The Vulcan.js challenge : 15 days for an app

Written by eric.burel | Published 2018/02/21
Tech Story Tags: javascript | vulcanjs | meteor | react | graphql

TLDRvia the TL;DR App

The framework we’ve been promised

I had been watching it evolve for a while. It grew month after month out of a promising open source app, Telescope, itself built upon a promising framework, Meteor. The proposal was good : what if we could mix all the best JS technologies ? What if we could build something like the MEAN stack, but this time make it right ?

Then a client called us. The team was a young startup, needing an app to manage battery vending machines refillment. The budget was okay but well, it’s a startup, and startups can’t afford a hundred days of development just for an internal app. And there I knew this was an use case for this framework I almost forgotten, this was an use case for Vulcan.js.

Even the logo is cool.

Vulcan makes you a fast developper

Let’s start by the end: it was the right choice, I did manage to deliver the app in 15 days of work, including conception and meetings with the client. The app allows managers to organize the runners schedules (employees that refills the machines), salesmen to set up meetings with clients, and the runners themselves to fill a form when they refill a machine.

Regarding the technical aspects, the app is offline-friendly, handle a complex permission scheme with multiple roles, runs on mobile and browser, and sync everything in real time.

Here are screenshots of the planning interface, where the manager can schedules tour, and of the refillment interface for the runner. Thanks to Meteor, data are transmitted in real time to the runner, so manager/runner sync is virtually instantaneous. The planning is built on top of react-big-calendar, the UI on top of Blueprint + Bootstrap, the autocomplete input on top of react-select.

Vulcan being a fullstack framework, those 15 days include setting up the database, developping the backend, developping the frontend, connecting all that and pushing it in production via Heroku.

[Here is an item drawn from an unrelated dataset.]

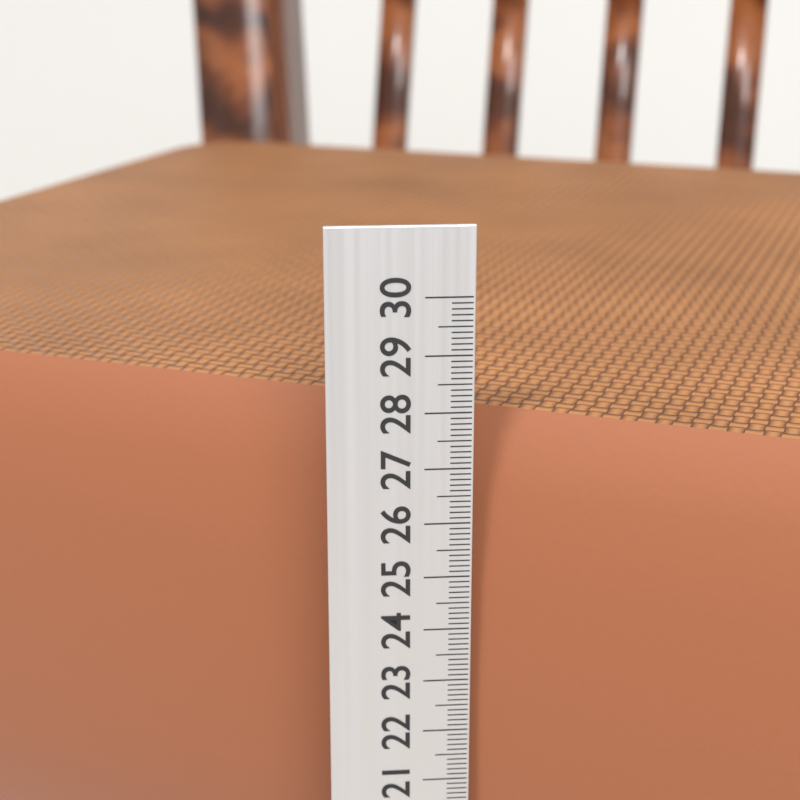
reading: 27.8 cm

And this was my first Vulcan project : the thing is so well structured that grasping its base principles takes only a few days if you already know a little about React and Meteor (you can be an absolute GraphQL beginner though).

The Good Elements

If I managed to meet my deadlines, this is thanks to the following facts :

  • Vulcan is schema-centric, meaning that you can generate collections, graphQL queries, and forms based on a single JSON schema. You don’t have to master GraphQL to dive into Vulcan, you can learn it later when your needs evolve. This is excellent for a lot of corporate use case, where app are mostly tools to manipulate complex, structured data.
  • Relevant features are baked in, like authentication, group permissions, SSR and so on. The list keep growing. For example I managed to add offline support quite easily in my app and this will be even easier when Apollo 2.0 is integrated to Vulcan.
  • The community is great. The Slack is lively, the contributors there, willing to answer questions but also to understand better the developpers day-to-day struggles. Working with Vulcan was just amazing, I never felt alone in front of my code thanks to the community and the core team.

Jump in the Vulcan ship and feel the power of fast development. It may soon really become an Enterprise grade framework.

What it still needs: you.

Vulcan is young, the architecture is already good and the development team is getting closer at a very fast pace to a 1.9 version, and then to a 2.x version. Right now the correct description of Vulcan is “amazingly promising”.

And the more it gains momentum, the faster bugs are fixed, features added, performance improved.

I know not all of use have the time to contribute to an open source project, but there is for sure one thing you can do to help: give Vulcan a try and share your feedback! http://vulcanjs.org/

I am the co-founder of the French computer science and innovation office Cabinet Lebrun Burel —https://www.lebrun-burel.com

Always happy to talk about code, machine learning, innovation and entrepreneurship!